Gæsteskribent

Khalid ibn al Waleed Battle Warrior IslamSword of Allah.

What role, if any, did Islam play in shaping Europe’s identity, both in the past and present?

Ahmed Akbar, chair of Islamic Studies at American University and author of the new book Journey into Europe: Islam, Immigration, and Identity, claims that Islam had a largely positive impact on Europe’s identity (including by invoking the Myth of the Andalusian Paradise). Thus, any European suspicion or rejection of Muslim migrants is wholly unwarranted. As Akbar elaborates in a recent article:

To understand what is happening in European politics and society today, it is necessary to understand European identity, which can be interpreted in three distinct categories — primordial identity, predator identity, and pluralist identity.

Primordial identity emphasizes one’s unique culture and traditions, and predator identity indicates the aggressive, even militaristic lengths that people will resort to in order to protect their identity. Predator identity can be triggered due to perceived threats including globalization, unemployment, economic instability, and the greed and failure of elites. Add the presence of immigrants, and a society can move in extreme and bloody directions which challenge the very notion of a modern democracy.

Note that for Akbar, Europe’s “predator identity” is only “triggered due to perceived threats” — as if Islam never posed any real threat.

As is often the case whenever the sophists apologize for Islam and blame Europe, reality is the exact opposite. Both past and present, Islam’s own well documented “predator identity” — which manifested itself in centuries of jihad and atrocities — was and is responsible for the “militaristic lengths that [non-Muslim] people will resort to in order to protect their identity.”

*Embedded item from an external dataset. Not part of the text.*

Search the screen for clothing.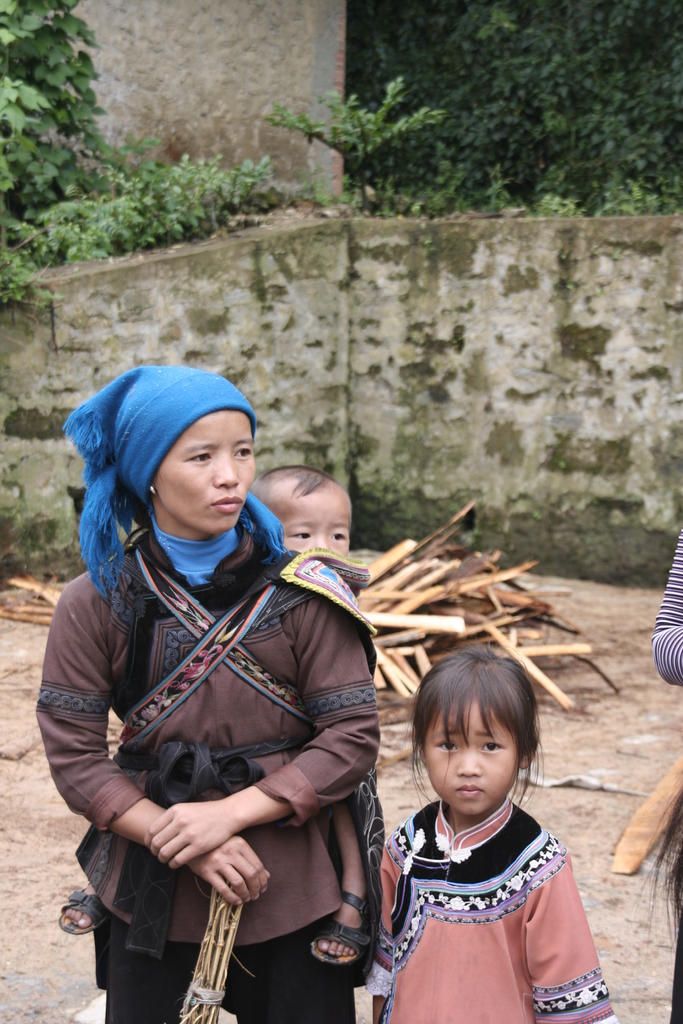
Found at 31 517 392 1023.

Hence the irony: yes, Europe’s identity is largely a byproduct of Islam — but hardly in the way the apologists claim.

“If we … ask ourselves how and when the modern notion of Europe and the European identity was born,” writes historian Franco Cardini, “we realize the extent to which Islam was a factor (albeit a negative one) in its creation. Repeated Muslim aggression against Europe between the Seventh to Eighth Centuries, then between the Fourteenth and the Eighteenth Centuries … was a ‘violent midwife’ to Europe.”

By way of examples, Cardini cites “Turkish Sultan Mohammed II and Suleiman the Magnificent” — who alone were responsible for the slaughter and enslavement of hundreds of thousands of Europeans, always in the name of jihad. They “forc[ed] the continent to defend itself and to find ways and means of concerted action, encouraged it towards a stronger sense of self — and strong sense of ‘the Other.’

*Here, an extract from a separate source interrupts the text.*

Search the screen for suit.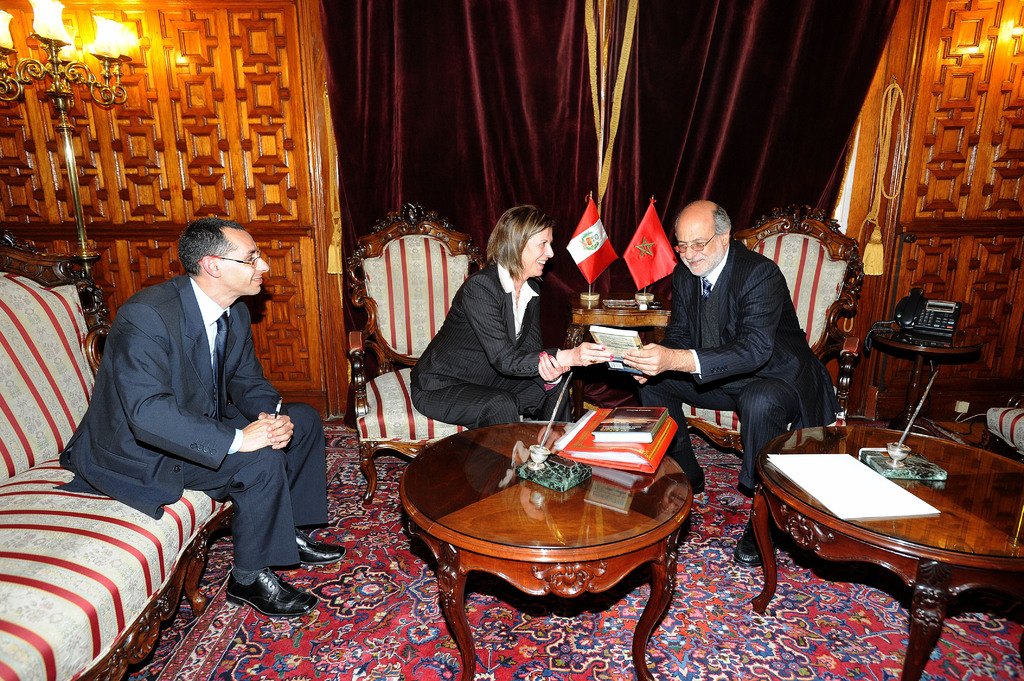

Similarly, after summarizing centuries of Islamic invasions, Bernard Lewis writes; “Thus, at both its eastern and southwestern extremities, the limits and in a sense even the identity of Europe were established through first the advance, and then the retreat, of Islam.”

It is, incidentally, for this reason that tiny Europe’s self-identity never revolved around ethnicity or language — hence why such a small corner of the Eurasian landmass (Europe) still houses dozens of both, some widely divergent, while much larger landmasses are homogenous — but rather religion. It was the last and most redoubtable bastion of Christendom not to be conquered by Islam.

This becomes evident when one understands that the West is actually the westernmost remnant of what was a much more extensive civilizational block that Islam permanently severed.

As documented in my new book, Sword and Scimitar: Fourteen Centuries of War between Islam and the West, non-stop jihad and terror saw three-quarters of the post-Roman Christian world become Islamic, leaving the remaining quarter — Europe proper — in a permanent state of embattlement.

Moving to the present, the war has taken a different form — one partially built on presenting the antithesis of the true history between Islam and the West; that is, through dissembling. While millions of Muslim migrants, many of whom exhibit that old Islamic hostility and contempt for the infidel, are brought into Europe, those who try to resist the takeover are counseled not to be “triggered due to perceived threats.”

Thus Akbar’s article, “Italy must remember its pluralist past,” is dedicated to convincing Italians to be even more welcoming of Muslim migrants, “without reviving a predator identity that led to destruction on a catastrophic scale in the last century. They must act before it is too late.”

Whatever was “catastrophic” about the last century has no applicability to the question of welcoming a flood of hostile, unassimilable Muslim migrants.

If we’re going to evoke the past in the context of prompting Europeans to “act before it is too late,” the truth of what Muslims have done in and to Italy and the rest of Europe is what was and continues to be responsible for, to quote Akbar’s own words, the “militaristic lengths that [Europeans] people will resort to in order to protect their identity.”